U.S. offers to waive sanctions with Iran during negotiations, report claims
A report from an Iranian news outlet claimed Monday that the U.S. had offered a temporary waiver on oil sanctions amid a fragile and open-ended ceasefire
by Summer Lane | May 18, 2026
The U.S. may have offered a break to Iran amid ongoing negotiations with the nation as a ceasefire slogs on, an Iranian media outlet has claimed.
According to a report from Tasnim News Agency, “a source close to the Iranian negotiating team told Tasnim that, unlike its previous texts, the United States has accepted in its new proposal to waive Iran’s oil sanctions during the negotiation period.”
The report also claimed that in its negotiations, Iran has “insisted that the removal of all sanctions against the country” is an end-game goal.
The alleged offer, currently unconfirmed by the White House, comes amid rising domestic gas prices in the United States – and the world – as the Strait of Hormuz, blockaded by the U.S. Navy, has remained shut for nearly 80 days.
The ongoing closure has caused an oil and energy crisis, as the Strait is responsible for the free flow of at least 20 percent of the world’s oil and a large portion of the globe’s fertilizer supply.
Patrick De Haan, the head of petroleum analysis at GasBuddy, said on Monday that he believed it would take 78 weeks, as of this moment, to recover from the supply chain crisis.
He explained, “78 WEEKS. the estimate that I continue to loosely give is that for every day of the Strait being closed, it may take a week to fully recover- we’re now at 78 days- so ~78 weeks would put us roughly at November, 2027 to see global oil inventories fully recover.”
Secretary of State Marco Rubio has suggested that gas prices will go down only when the Strait of Hormuz is reopened – which has remained the penultimate sticking point in this conflict.
“Those Straits will be open, and you will see those prices go down, and actually, I think you’re going to see a dramatic reduction in [prices] over time, because of all that pent-up oil that’s being held hostage by Iran, once that reaches the marketplace, it’ll have a very positive impact,” Rubio told NBC in a recent interview.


--- Task goal ---
Everything from the line containing "Fetch bounding box of footwear." down to the last line of the entries below must be transcribed exactly, and nothing else.

--- Material provided ---
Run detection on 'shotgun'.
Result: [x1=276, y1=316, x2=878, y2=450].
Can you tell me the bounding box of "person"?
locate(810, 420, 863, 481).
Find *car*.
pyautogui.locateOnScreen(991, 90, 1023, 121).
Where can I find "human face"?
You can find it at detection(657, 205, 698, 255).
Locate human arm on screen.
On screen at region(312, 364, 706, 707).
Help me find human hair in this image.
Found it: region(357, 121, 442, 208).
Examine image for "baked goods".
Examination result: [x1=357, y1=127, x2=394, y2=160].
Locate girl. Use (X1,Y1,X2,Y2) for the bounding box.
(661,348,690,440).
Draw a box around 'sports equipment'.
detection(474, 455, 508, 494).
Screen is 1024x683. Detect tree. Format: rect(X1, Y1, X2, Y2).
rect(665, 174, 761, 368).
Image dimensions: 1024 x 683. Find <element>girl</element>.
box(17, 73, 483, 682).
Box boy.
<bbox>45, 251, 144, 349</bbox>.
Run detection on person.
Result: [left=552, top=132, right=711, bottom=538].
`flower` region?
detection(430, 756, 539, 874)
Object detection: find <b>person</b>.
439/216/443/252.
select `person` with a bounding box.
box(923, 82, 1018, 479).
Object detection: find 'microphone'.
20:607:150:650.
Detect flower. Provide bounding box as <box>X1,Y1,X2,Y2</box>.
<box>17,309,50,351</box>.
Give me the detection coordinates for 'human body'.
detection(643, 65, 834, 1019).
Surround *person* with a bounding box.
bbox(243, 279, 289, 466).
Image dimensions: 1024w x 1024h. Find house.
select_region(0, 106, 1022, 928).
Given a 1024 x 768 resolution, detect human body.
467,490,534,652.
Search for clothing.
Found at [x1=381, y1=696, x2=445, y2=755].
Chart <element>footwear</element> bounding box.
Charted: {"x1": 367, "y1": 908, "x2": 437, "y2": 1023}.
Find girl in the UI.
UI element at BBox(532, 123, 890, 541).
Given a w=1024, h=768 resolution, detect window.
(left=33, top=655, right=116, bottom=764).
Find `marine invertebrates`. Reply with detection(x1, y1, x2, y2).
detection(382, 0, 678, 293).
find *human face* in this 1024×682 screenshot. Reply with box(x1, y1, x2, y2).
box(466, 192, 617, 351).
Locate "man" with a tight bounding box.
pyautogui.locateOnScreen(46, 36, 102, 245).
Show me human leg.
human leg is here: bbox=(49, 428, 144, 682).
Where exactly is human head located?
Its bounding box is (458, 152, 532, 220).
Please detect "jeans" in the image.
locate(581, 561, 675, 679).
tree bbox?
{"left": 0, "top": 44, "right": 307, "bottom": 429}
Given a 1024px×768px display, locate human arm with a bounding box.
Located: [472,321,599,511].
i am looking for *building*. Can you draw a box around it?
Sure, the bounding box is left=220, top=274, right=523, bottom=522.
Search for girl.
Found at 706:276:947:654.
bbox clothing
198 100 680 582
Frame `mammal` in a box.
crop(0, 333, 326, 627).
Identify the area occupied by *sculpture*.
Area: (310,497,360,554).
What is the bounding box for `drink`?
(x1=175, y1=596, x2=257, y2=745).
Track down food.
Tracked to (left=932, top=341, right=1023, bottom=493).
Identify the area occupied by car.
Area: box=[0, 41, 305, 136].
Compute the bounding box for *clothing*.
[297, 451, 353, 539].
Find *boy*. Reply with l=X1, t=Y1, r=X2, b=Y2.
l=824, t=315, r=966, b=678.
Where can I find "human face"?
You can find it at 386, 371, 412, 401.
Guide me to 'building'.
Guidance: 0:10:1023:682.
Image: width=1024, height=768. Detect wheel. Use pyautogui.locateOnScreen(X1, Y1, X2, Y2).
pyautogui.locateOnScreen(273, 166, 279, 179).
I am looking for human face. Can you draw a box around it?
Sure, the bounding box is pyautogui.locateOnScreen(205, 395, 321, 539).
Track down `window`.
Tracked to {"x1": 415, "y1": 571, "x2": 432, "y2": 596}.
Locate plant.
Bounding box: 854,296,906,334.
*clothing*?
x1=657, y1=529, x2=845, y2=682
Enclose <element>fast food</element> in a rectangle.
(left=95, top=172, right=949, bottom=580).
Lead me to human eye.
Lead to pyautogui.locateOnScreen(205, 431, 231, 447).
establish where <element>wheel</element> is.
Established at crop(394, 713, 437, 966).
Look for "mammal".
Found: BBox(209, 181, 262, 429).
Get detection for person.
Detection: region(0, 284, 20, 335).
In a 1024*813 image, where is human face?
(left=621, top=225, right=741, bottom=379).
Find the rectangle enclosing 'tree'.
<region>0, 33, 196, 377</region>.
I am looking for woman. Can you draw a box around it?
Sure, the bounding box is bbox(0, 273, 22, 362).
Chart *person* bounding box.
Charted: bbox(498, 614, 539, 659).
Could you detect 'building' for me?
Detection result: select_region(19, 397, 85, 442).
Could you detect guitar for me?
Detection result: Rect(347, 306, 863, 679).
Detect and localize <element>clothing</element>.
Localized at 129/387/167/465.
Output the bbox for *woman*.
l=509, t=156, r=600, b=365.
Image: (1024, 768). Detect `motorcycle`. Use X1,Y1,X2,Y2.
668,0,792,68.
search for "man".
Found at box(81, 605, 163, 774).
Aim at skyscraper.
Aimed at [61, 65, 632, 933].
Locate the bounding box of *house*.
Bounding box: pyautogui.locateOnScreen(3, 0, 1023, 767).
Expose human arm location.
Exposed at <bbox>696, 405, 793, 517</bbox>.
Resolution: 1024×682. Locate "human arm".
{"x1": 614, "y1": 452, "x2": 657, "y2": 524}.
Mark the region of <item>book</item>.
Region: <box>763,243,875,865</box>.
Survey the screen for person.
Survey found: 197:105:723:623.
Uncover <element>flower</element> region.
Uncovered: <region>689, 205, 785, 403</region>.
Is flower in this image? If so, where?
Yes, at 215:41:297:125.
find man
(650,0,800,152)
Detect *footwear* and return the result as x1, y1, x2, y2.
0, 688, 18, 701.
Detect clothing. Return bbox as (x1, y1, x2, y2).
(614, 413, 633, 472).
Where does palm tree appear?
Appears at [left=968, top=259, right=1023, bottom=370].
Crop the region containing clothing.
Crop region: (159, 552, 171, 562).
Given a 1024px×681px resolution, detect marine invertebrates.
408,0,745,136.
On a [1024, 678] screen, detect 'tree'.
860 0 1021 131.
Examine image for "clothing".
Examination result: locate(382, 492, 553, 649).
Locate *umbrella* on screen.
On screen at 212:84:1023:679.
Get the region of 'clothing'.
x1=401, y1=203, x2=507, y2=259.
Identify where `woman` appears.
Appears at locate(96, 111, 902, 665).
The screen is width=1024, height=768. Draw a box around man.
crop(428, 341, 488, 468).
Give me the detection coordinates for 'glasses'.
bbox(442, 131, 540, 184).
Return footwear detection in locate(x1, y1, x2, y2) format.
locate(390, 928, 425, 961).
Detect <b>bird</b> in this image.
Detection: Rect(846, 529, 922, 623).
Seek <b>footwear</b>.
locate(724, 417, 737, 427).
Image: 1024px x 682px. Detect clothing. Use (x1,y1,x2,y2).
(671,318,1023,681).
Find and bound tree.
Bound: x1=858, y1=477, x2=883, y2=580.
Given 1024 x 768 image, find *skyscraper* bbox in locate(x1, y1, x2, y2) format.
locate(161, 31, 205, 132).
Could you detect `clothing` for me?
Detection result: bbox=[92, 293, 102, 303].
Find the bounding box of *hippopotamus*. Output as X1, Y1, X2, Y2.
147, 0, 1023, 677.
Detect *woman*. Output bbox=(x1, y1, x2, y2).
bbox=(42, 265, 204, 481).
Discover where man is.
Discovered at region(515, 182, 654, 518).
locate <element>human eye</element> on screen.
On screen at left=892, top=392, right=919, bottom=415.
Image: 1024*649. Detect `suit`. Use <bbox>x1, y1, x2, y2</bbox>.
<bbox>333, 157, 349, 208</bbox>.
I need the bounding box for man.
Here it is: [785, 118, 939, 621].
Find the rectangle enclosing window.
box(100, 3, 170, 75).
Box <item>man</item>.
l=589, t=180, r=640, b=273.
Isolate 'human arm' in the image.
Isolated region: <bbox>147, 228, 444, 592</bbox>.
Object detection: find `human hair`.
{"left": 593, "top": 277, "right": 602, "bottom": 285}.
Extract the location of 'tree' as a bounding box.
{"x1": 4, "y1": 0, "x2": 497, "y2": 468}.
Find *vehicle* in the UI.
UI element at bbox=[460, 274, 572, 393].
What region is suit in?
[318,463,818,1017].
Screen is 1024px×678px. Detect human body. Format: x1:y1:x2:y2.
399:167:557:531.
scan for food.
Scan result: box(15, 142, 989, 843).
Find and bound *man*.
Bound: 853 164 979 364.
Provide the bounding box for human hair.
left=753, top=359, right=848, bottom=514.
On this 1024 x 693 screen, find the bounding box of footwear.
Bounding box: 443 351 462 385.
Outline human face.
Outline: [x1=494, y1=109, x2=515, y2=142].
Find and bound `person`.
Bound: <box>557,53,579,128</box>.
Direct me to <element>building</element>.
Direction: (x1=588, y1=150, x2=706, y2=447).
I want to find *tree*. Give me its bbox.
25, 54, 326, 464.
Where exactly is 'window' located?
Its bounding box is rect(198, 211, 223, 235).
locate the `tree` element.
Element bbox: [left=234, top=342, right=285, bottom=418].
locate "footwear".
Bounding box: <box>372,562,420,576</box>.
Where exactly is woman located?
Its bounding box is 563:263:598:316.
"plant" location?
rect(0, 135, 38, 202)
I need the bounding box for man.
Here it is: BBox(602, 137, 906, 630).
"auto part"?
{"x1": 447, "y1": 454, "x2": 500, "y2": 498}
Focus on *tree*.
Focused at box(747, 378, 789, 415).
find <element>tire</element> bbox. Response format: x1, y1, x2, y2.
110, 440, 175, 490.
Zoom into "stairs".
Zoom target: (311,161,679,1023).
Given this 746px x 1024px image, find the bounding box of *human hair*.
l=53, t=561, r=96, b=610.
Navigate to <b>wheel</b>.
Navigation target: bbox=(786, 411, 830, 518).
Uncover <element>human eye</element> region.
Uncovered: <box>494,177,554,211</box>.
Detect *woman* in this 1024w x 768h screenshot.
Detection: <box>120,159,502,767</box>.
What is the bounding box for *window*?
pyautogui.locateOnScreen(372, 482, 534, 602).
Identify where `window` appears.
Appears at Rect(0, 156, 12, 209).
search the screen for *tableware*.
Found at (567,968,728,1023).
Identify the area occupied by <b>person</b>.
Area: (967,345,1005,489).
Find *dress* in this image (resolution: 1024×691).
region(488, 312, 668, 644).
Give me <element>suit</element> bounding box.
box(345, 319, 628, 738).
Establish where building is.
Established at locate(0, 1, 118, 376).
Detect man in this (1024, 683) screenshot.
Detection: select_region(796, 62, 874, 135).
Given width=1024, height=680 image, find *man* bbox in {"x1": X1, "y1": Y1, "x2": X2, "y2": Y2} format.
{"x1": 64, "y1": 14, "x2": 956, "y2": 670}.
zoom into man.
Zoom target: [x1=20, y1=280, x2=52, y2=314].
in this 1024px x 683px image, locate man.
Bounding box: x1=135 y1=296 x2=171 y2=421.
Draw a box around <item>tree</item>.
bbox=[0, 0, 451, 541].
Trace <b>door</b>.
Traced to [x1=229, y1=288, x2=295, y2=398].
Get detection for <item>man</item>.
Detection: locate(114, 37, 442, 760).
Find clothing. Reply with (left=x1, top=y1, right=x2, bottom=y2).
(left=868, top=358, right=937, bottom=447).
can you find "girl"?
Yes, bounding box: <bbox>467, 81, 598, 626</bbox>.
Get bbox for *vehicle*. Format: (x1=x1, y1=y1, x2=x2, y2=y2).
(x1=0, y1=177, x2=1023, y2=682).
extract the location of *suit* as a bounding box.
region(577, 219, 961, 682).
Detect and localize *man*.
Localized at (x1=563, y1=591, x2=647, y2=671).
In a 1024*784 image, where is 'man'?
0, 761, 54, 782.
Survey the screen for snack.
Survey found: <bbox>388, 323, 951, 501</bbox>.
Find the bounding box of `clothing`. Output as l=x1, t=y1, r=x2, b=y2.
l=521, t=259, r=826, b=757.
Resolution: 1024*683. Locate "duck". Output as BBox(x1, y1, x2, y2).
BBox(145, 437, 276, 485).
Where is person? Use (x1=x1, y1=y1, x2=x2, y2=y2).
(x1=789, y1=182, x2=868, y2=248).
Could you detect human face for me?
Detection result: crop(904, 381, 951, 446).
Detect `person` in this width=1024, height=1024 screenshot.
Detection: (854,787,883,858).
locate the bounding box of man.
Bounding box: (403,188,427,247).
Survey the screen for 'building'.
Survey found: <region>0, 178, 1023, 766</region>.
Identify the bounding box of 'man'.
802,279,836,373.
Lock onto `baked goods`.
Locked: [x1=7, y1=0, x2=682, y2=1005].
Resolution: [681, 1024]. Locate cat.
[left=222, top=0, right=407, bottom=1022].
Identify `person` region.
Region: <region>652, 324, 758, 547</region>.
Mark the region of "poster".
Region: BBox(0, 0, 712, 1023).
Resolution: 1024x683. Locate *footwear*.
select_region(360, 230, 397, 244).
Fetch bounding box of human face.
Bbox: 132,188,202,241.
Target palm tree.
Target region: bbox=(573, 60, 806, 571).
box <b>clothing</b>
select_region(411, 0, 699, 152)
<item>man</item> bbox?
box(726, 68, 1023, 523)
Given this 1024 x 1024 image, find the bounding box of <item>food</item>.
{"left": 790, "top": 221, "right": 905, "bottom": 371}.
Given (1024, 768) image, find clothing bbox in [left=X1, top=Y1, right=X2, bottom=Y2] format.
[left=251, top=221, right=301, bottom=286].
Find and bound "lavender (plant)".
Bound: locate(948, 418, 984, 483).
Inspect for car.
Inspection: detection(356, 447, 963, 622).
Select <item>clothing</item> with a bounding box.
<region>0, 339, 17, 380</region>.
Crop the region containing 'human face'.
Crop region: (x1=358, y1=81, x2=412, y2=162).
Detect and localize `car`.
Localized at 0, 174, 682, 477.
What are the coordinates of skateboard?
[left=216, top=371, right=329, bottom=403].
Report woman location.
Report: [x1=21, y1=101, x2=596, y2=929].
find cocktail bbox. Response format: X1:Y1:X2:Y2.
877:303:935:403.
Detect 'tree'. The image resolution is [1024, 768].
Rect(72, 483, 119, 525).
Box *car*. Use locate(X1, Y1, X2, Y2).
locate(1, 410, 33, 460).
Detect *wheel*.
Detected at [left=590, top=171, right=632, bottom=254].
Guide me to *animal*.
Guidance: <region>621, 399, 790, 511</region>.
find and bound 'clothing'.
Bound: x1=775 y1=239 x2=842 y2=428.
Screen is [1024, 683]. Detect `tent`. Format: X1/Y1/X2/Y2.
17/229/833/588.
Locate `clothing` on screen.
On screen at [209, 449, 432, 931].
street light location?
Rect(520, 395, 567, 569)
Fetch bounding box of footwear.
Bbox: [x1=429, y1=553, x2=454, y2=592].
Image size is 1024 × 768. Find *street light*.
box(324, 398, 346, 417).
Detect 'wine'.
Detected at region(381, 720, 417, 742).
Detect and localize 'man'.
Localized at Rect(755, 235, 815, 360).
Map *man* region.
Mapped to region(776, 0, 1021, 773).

--- Answer box ---
Fetch bounding box of footwear.
Bbox: [x1=429, y1=553, x2=454, y2=592].
Image size is 1024 × 768. Find *street light*.
box(324, 398, 346, 417).
Detect 'wine'.
Detected at region(381, 720, 417, 742).
Detect and localize 'man'.
Localized at Rect(755, 235, 815, 360).
Map *man* region.
Mapped to region(776, 0, 1021, 773).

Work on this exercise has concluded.